Cartoon Anthony’s Student Growth Percentile

In my last post I looked at student growth percentiles, a new kind of data that the Washington State Office of Superintendent of Public Instruction. This post follows up by going into more detail about how SGPs are calculated. Back to the simple video with cartoon Anthony!

Cartoon Anthony got an MSP reading score of 344 in 3rd grade and a score of 381 in 4th grade. His score grew in that time. To get his SGP, they took the amount of growth and compared it to a group of 3rd grade students who began with that same score. His score of 381 was higher than 80% of the students in his comparison group, so he gets an SGP of 80. That shows “high growth.”

I’m going to set aside for the moment a couple of really large questions. First, exactly what does the MSP reading score measure? Second, what would have happened to the SGP if Cartoon Anthony was instead compared to a different set of students?

I’m just going to pretend those other questions don’t exist and ask, “How accurate is the SGP?” There are different ways to look at the answer to this question, but I’ll just give the easiest one here. Hang on to your hats, because I’m going to use just an eentsy weentsy bit of algebra. I’m going to use the variable x to indicate the absolute measurement error of a single MSP score. I’d use the real number, but I don’t know it and I couldn’t find it online anywhere. 

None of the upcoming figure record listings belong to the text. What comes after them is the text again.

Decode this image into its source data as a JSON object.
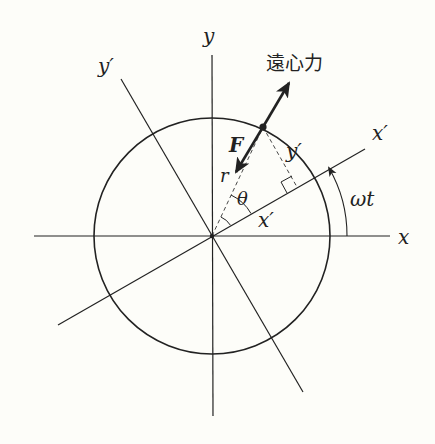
{
  "diagram": {
    "type": "rotating-frame-centrifugal-force",
    "labels": {
      "x_axis": "x",
      "y_axis": "y",
      "x_prime_axis": "x′",
      "y_prime_axis": "y′",
      "x_prime_component": "x′",
      "y_prime_component": "y′",
      "radius": "r",
      "angle_theta": "θ",
      "rotation_angle": "ωt",
      "force": "F",
      "centrifugal_force": "遠心力"
    },
    "geometry": {
      "origin": [
        212,
        236
      ],
      "circle_radius": 118,
      "rotation_angle_deg": 30,
      "theta_deg": 30
    },
    "colors": {
      "stroke": "#222222",
      "background": "#fdfdf9"
    }
  }
}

The change in Anthony’s MSP scores is 381-344, or 37.

The absolute measurement error for each test is x.

Using the simple method (that doesn’t rely on calculating standard deviations), the absolute measurement error for the change in scores is 2x.

So let’s suppose x is 10. That would make the absolute error 20, which means the change in scores could be anything from 17 to 47. Pretty big difference there!

If the measurement error is high enough, it makes Anthony’s SGP meaningless.

Is it meaningless? I don’t know. But the question needs asking.